Jaki’s platform provides on the go wellness regiments in the form of an app, as well as solution-oriented physical products that can be used in tandem with the app's wellness teachings. Lessons will include things like wellness practices and self-care rituals, and instructions on using the associated products.
Jasmin Hinnant
Jasmin Hinnant, a DEI, people operations, and higher education professional, is well versed on the biases and microaggressions that people of color, women and LGBTQIA+ experience in the workplace. Many employees don’t feel comfortable reporting their negative experiences due to fear of retaliation. While companies large and small fail to create safe environments for their workers, a number of talented professionals are leaving these companies for greener pastures - or at least an inclusive workplace.
That’s why Hinnant created Sojo Signal, a platform that allows workers to confidentially communicate their experiences in the workplace, and allows businesses to identify common problem areas that need to be improved before employee's leave. One of the most exciting prospects about Sojo Signal is its potential to cultivate a community. The platform can allow POC and other underrepresented groups to safely speak about microaggressions with others that are experiencing similar discrimination anonymously and across industries.
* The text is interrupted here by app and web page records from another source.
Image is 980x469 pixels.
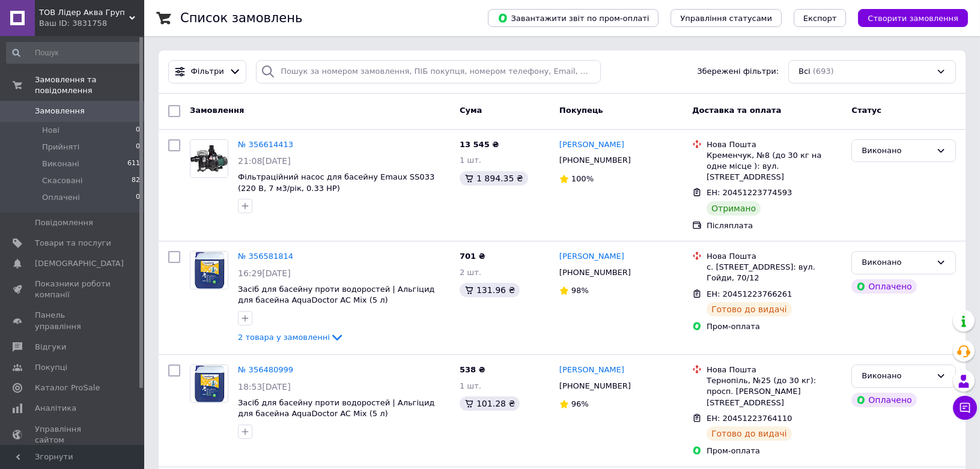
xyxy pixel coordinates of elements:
[35,342,66,352] span: Відгуки
[256,60,601,84] input: Пошук за номером замовлення, ПІБ покупця, номером телефону, Email, номером накладної
[692,105,781,114] span: Доставка та оплата
[238,333,344,342] a: 2 товара у замовленні
[559,251,624,262] a: [PERSON_NAME]
[706,262,842,283] div: с. [STREET_ADDRESS]: вул. Гойди, 70/12
[238,269,291,278] span: 16:29[DATE]
[852,105,882,114] span: Статус
[190,364,228,403] a: Фото товару
[35,382,100,394] span: Каталог ProSale
[706,414,792,423] span: ЕН: 20451223764110
[953,396,977,420] button: Чат з покупцем
[868,14,958,23] span: Створити замовлення
[238,140,293,149] a: № 356614413
[238,399,434,419] a: Засіб для басейну проти водоростей | Альгіцид для басейна AquaDoctor AC Mix (5 л)
[706,201,761,216] div: Отримано
[136,142,140,153] span: 0
[852,393,916,408] div: Оплачено
[459,140,498,149] span: 13 545 ₴
[42,175,83,186] span: Скасовані
[861,370,931,382] div: Виконано
[559,105,603,114] span: Покупець
[706,140,842,150] div: Нова Пошта
[180,10,302,25] h1: Список замовлень
[706,375,842,408] div: Тернопіль, №25 (до 30 кг): просп. [PERSON_NAME][STREET_ADDRESS]
[35,218,93,228] span: Повідомлення
[42,158,80,170] span: Виконані
[238,172,434,193] a: Фільтраційний насос для басейну Emaux SS033 (220 В, 7 м3/рік, 0.33 HP)
[127,158,140,170] span: 611
[35,75,144,96] span: Замовлення та повідомлення
[706,251,842,262] div: Нова Пошта
[42,125,59,136] span: Нові
[238,382,291,392] span: 18:53[DATE]
[238,365,293,374] a: № 356480999
[42,142,80,153] span: Прийняті
[35,278,111,300] span: Показники роботи компанії
[35,362,67,373] span: Покупці
[132,175,140,186] span: 82
[498,13,649,24] span: Завантажити звіт по пром-оплаті
[794,9,847,27] button: Експорт
[39,7,129,18] span: ТОВ Лідер Аква Груп
[459,252,485,261] span: 701 ₴
[572,286,589,295] span: 98%
[706,290,792,299] span: ЕН: 20451223766261
[39,18,144,29] div: Ваш ID: 3831758
[238,156,291,166] span: 21:08[DATE]
[191,365,228,403] img: Фото товару
[813,67,834,75] span: (693)
[35,238,111,248] span: Товари та послуги
[136,125,140,136] span: 0
[706,364,842,375] div: Нова Пошта
[190,251,228,290] a: Фото товару
[706,150,842,184] div: Кременчук, №8 (до 30 кг на одне місце ): вул. [STREET_ADDRESS]
[459,365,485,374] span: 538 ₴
[191,66,224,77] span: Фільтри
[706,426,792,441] div: Готово до видачі
[35,403,76,414] span: Аналітика
[459,156,481,165] span: 1 шт.
[557,153,633,168] div: [PHONE_NUMBER]
[846,13,968,22] a: Створити замовлення
[852,279,916,294] div: Оплачено
[190,140,228,178] a: Фото товару
[559,364,624,376] a: [PERSON_NAME]
[706,188,792,197] span: ЕН: 20451223774593
[803,14,837,23] span: Експорт
[572,174,593,184] span: 100%
[42,192,80,203] span: Оплачені
[35,424,111,446] span: Управління сайтом
[706,321,842,332] div: Пром-оплата
[459,382,481,390] span: 1 шт.
[680,14,772,23] span: Управління статусами
[861,257,931,269] div: Виконано
[799,66,810,77] span: Всі
[459,171,528,186] div: 1 894.35 ₴
[706,446,842,456] div: Пром-оплата
[136,192,140,203] span: 0
[697,66,779,77] span: Збережені фільтри:
[459,283,520,297] div: 131.96 ₴
[861,144,931,158] div: Виконано
[238,333,330,342] span: 2 товара у замовленні
[559,140,624,151] a: [PERSON_NAME]
[35,310,111,332] span: Панель управління
[671,9,782,27] button: Управління статусами
[35,258,124,269] span: [DEMOGRAPHIC_DATA]
[459,268,481,277] span: 2 шт.
[238,252,293,261] a: № 356581814
[190,105,244,114] span: Замовлення
[557,265,633,281] div: [PHONE_NUMBER]
[706,221,842,231] div: Післяплата
[488,9,658,27] button: Завантажити звіт по пром-оплаті
[35,105,84,117] span: Замовлення
[191,252,228,289] img: Фото товару
[858,9,968,27] button: Створити замовлення
[572,399,589,408] span: 96%
[238,285,434,305] a: Засіб для басейну проти водоростей | Альгіцид для басейна AquaDoctor AC Mix (5 л)
[6,42,141,64] input: Пошук
[557,378,633,394] div: [PHONE_NUMBER]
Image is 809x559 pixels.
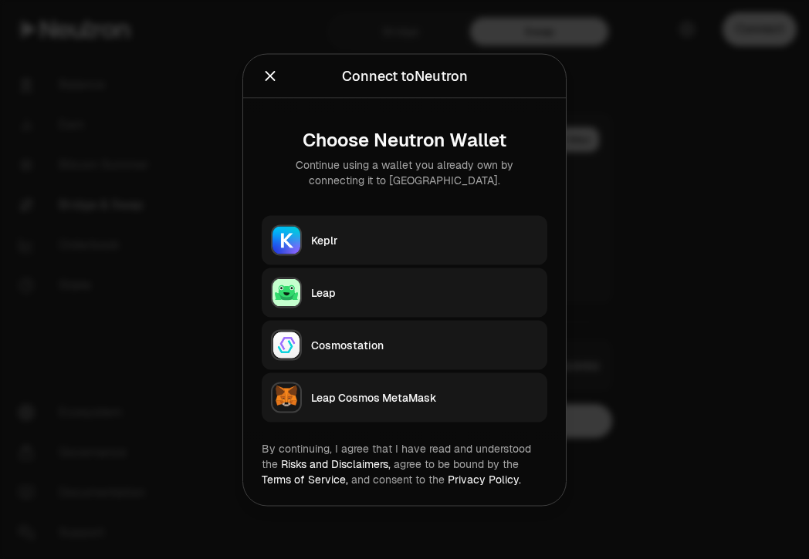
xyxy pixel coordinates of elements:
[272,383,300,411] img: Leap Cosmos MetaMask
[274,129,535,150] div: Choose Neutron Wallet
[281,457,390,471] a: Risks and Disclaimers,
[311,285,538,300] div: Leap
[262,215,547,265] button: KeplrKeplr
[262,65,279,86] button: Close
[262,441,547,487] div: By continuing, I agree that I have read and understood the agree to be bound by the and consent t...
[448,472,521,486] a: Privacy Policy.
[311,337,538,353] div: Cosmostation
[311,232,538,248] div: Keplr
[262,472,348,486] a: Terms of Service,
[274,157,535,187] div: Continue using a wallet you already own by connecting it to [GEOGRAPHIC_DATA].
[272,331,300,359] img: Cosmostation
[262,320,547,370] button: CosmostationCosmostation
[262,373,547,422] button: Leap Cosmos MetaMaskLeap Cosmos MetaMask
[342,65,468,86] div: Connect to Neutron
[311,390,538,405] div: Leap Cosmos MetaMask
[272,226,300,254] img: Keplr
[272,279,300,306] img: Leap
[262,268,547,317] button: LeapLeap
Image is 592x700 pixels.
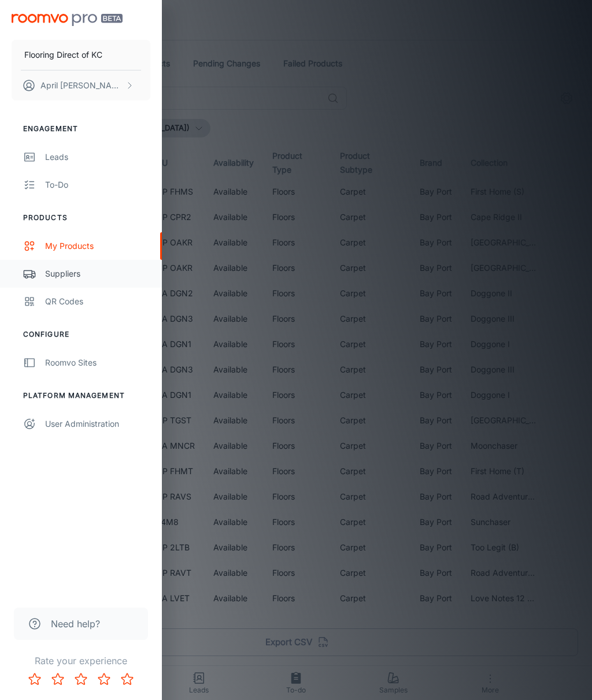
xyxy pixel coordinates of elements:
div: Leads [45,150,150,163]
div: QR Codes [45,295,150,308]
img: Roomvo PRO Beta [11,14,122,26]
button: Rate 4 star [92,667,115,691]
p: Flooring Direct of KC [24,49,102,61]
div: User Administration [45,418,150,431]
button: Rate 3 star [70,667,92,691]
div: To-do [45,179,150,191]
div: My Products [45,240,150,253]
button: Rate 1 star [23,667,47,691]
span: Need help? [51,617,100,631]
button: April [PERSON_NAME] [11,70,150,101]
button: Rate 2 star [47,667,70,691]
p: Rate your experience [9,653,153,667]
div: Roomvo Sites [45,356,150,369]
button: Rate 5 star [115,667,139,691]
p: April [PERSON_NAME] [40,79,122,92]
button: Flooring Direct of KC [11,40,150,70]
div: Suppliers [45,267,150,280]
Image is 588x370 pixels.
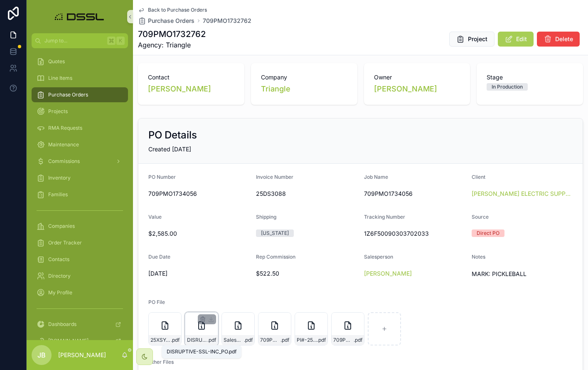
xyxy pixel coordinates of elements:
[148,83,211,95] a: [PERSON_NAME]
[48,108,68,115] span: Projects
[256,213,276,220] span: Shipping
[31,33,128,48] button: Jump to...K
[48,92,88,98] span: Purchase Orders
[48,338,88,345] span: [DOMAIN_NAME]
[31,154,128,169] a: Commissions
[364,229,465,238] span: 1Z6F50090303702033
[31,87,128,102] a: Purchase Orders
[31,187,128,202] a: Families
[31,219,128,234] a: Companies
[48,240,82,246] span: Order Tracker
[256,254,296,260] span: Rep Commission
[31,236,128,250] a: Order Tracker
[48,191,68,198] span: Families
[477,229,500,237] div: Direct PO
[516,35,527,43] span: Edit
[487,73,573,82] span: Stage
[48,124,82,131] span: RMA Requests
[223,337,244,343] span: SalesOrder_2_709PMO173405613273879996745508019
[492,83,523,90] div: In Production
[297,337,317,343] span: PI#-25XSY-709PMO
[498,31,534,47] button: Edit
[472,254,486,260] span: Notes
[31,104,128,119] a: Projects
[149,189,250,198] span: 709PMO1734056
[31,285,128,300] a: My Profile
[256,174,294,180] span: Invoice Number
[203,17,252,25] a: 709PMO1732762
[472,213,489,220] span: Source
[187,337,207,343] span: DISRUPTIVE-SSL-INC_PO
[317,337,326,343] span: .pdf
[138,40,206,50] span: Agency: Triangle
[149,270,250,278] span: [DATE]
[148,73,234,82] span: Contact
[44,37,104,44] span: Jump to...
[149,299,165,305] span: PO File
[537,31,580,47] button: Delete
[48,290,72,296] span: My Profile
[151,337,171,343] span: 25XSY-709PMO
[364,189,465,198] span: 709PMO1734056
[48,273,71,280] span: Directory
[450,31,494,47] button: Project
[207,337,216,343] span: .pdf
[148,7,207,13] span: Back to Purchase Orders
[555,35,573,43] span: Delete
[149,213,162,220] span: Value
[52,10,108,23] img: App logo
[167,349,237,355] div: DISRUPTIVE-SSL-INC_PO.pdf
[27,48,133,340] div: scrollable content
[138,7,207,13] a: Back to Purchase Orders
[31,317,128,332] a: Dashboards
[333,337,354,343] span: 709PMO1734056---25DS3088
[31,54,128,69] a: Quotes
[364,254,393,260] span: Salesperson
[468,35,488,43] span: Project
[48,75,72,82] span: Line Items
[31,252,128,267] a: Contacts
[374,73,461,82] span: Owner
[48,58,65,65] span: Quotes
[48,256,70,263] span: Contacts
[117,37,124,44] span: K
[148,17,195,25] span: Purchase Orders
[149,359,174,365] span: Other Files
[149,145,191,153] span: Created [DATE]
[472,270,573,278] p: MARK: PICKLEBALL
[244,337,253,343] span: .pdf
[374,83,437,95] a: [PERSON_NAME]
[261,229,289,237] div: [US_STATE]
[472,189,573,198] span: [PERSON_NAME] ELECTRIC SUPPLY - CHARLOTTE
[171,337,179,343] span: .pdf
[364,213,405,220] span: Tracking Number
[37,350,45,360] span: JB
[149,128,197,142] h2: PO Details
[138,28,206,40] h1: 709PMO1732762
[364,270,412,278] a: [PERSON_NAME]
[364,174,388,180] span: Job Name
[260,337,280,343] span: 709PMO1734056-PACKING-SLIP
[31,120,128,136] a: RMA Requests
[48,321,76,328] span: Dashboards
[354,337,363,343] span: .pdf
[31,137,128,152] a: Maintenance
[48,158,80,165] span: Commissions
[261,73,348,82] span: Company
[31,333,128,349] a: [DOMAIN_NAME]
[48,141,79,148] span: Maintenance
[58,351,106,359] p: [PERSON_NAME]
[31,71,128,86] a: Line Items
[48,175,71,181] span: Inventory
[149,229,250,238] span: $2,585.00
[138,17,195,25] a: Purchase Orders
[256,270,357,278] span: $522.50
[472,174,486,180] span: Client
[261,83,290,95] a: Triangle
[149,174,176,180] span: PO Number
Jasmin’s background in DEI, people operations, and higher education could prove to be an exciting combination in reworking DEI efforts as a whole.
About Bubble
Bubble is a leader in the no-code movement. Bubble offers a powerful point-and-click web editor and cloud hosting platform that allows users to build fully customizable web applications and workflows, ranging from simple prototypes to complex marketplaces, SaaS products, and more. Over 600,000 users are currently building and launching businesses on Bubble - many have gone on to participate in top accelerator programs, such as Y Combinator, and even raise $365M in venture funding. Bubble is more than just a product. We are a strong community of builders and entrepreneurs that are united by the belief that everyone should be able to create technology.